-1

I'm currently making a program that needs me to make a method that will add + 1 to the day of an existing objects date attribute. The problem is I'm not entirely sure how I modify it's value, I've tried day = day + 1, this.day + 1, etc.

So let's assume that an object date1 was equal to 1/1/1970 and I ran date1.tomorrow(); it would modify it and make it 2/1/1970.

EDIT: I'm not using java.util.Date, I made a constructor called Date with 3 fields in it.

3 Answers3

3

You can't directly modify a Date object by adding the integer 1 to it. This is because they are of different types. I suggest using the Calendar object; it has a method called Calendar#add(int field, int amount. That will do what you're trying to do.

EDIT: I had more detailed instructions, but since this question sounds like homework, I'm just leaving you with the hint above. At any rate, it should be enough to point you in the right direction.

Vivin Paliath
  • 94,126
  • 40
  • 223
  • 295
1

try this:

Calendar c = Calendar.getInstance(); 
c.setTime(yourDate); 
c.add(Calendar.DATE, 1);
yourDate = c.getTime();

EDIT

So let's assume that an object date1 was equal to 1/1/1970 and I ran date1.tomorrow(); it would modify it and make it 2/1/1970.

If your date object (say dt), is an java.util.Date, you cannot do dt.tomorrow() unless you extend util.Date you could create a util class/method. e.g.:

class Foo {
....

public static Date tomorrow(java.util.Date yourDate){
Calendar c = Calendar.getInstance(); 
    c.setTime(yourDate); 
    c.add(Calendar.DATE, 1);
    return c.getTime();
}

then call it:

dt = Foo.tomorrow(dt);
Kent
  • 189,393
  • 32
  • 233
  • 301
0

If you're dealing with objects of java.util.Date using the + operator on those objects isn't valid.

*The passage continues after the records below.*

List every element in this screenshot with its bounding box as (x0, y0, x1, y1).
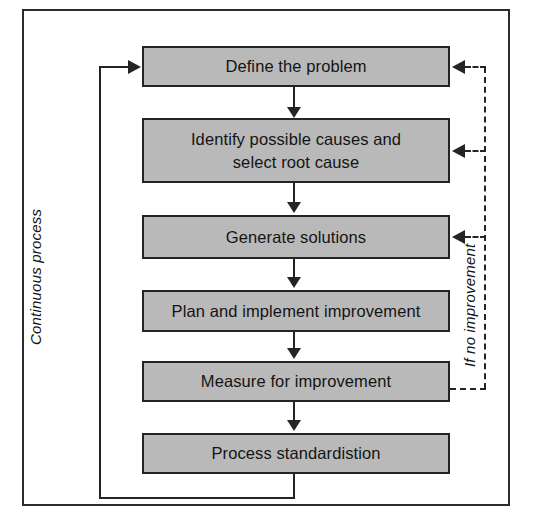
flowchart-canvas: Define the problem Identify possible cau… (0, 0, 534, 527)
arrowhead-left-icon (452, 144, 465, 158)
process-node-identify-causes[interactable]: Identify possible causes and select root… (142, 118, 450, 183)
dashed-branch-to-identify (465, 150, 486, 152)
label-if-no-improvement: If no improvement (461, 244, 478, 367)
arrowhead-down-icon (287, 348, 301, 359)
process-node-define-the-problem[interactable]: Define the problem (142, 46, 450, 87)
process-node-generate-solutions[interactable]: Generate solutions (142, 215, 450, 259)
arrowhead-left-icon (452, 60, 465, 74)
diagram-frame: Define the problem Identify possible cau… (22, 9, 510, 506)
connector-measure-to-standardistion (293, 402, 295, 422)
arrowhead-down-icon (287, 107, 301, 118)
dashed-branch-to-generate (465, 236, 486, 238)
connector-define-to-identify (293, 87, 295, 109)
loop-segment-top (99, 66, 131, 68)
process-node-plan-and-implement[interactable]: Plan and implement improvement (142, 290, 450, 332)
arrowhead-down-icon (287, 202, 301, 213)
process-node-measure-for-improvement[interactable]: Measure for improvement (142, 361, 450, 402)
loop-segment-bottom (99, 497, 295, 499)
connector-identify-to-generate (293, 183, 295, 204)
loop-segment-up (99, 67, 101, 499)
dashed-exit-from-measure (450, 388, 486, 390)
dashed-branch-to-define (465, 66, 486, 68)
dashed-riser (484, 67, 486, 389)
label-continuous-process: Continuous process (27, 209, 44, 345)
process-node-process-standardistion[interactable]: Process standardistion (142, 433, 450, 474)
arrowhead-down-icon (287, 420, 301, 431)
arrowhead-right-icon (128, 60, 141, 74)
arrowhead-down-icon (287, 277, 301, 288)
loop-segment-down (293, 474, 295, 499)
connector-generate-to-plan (293, 259, 295, 279)
arrowhead-left-icon (452, 230, 465, 244)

More importantly, even if the + operator had been legal, it wouldn't make any sense using it - date + 1 should add 1 to the date or month or year..?

To manipulate an object of java.util.Date the class Calendar provides several utility methods. One of those which you can use here is Calendar.add.

Adds or subtracts the specified amount of time to the given calendar field, based on the calendar's rules. For example, to subtract 5 days from the current time of the calendar, you can achieve it by calling:

add(Calendar.DAY_OF_MONTH, -5)

Edit:

It appears from your edit that you aren't using java.util.Date objects. Now that your Date object maintains three properties (most likely date, month and year), you should be able to apply arithmetic operators on those fields.

However you should be careful to follow date related rules while manipulating those fields (assuming they belong to one of the integral types).

For example adding 1 day to 28/02/2013 should update both date and month of the Date instance.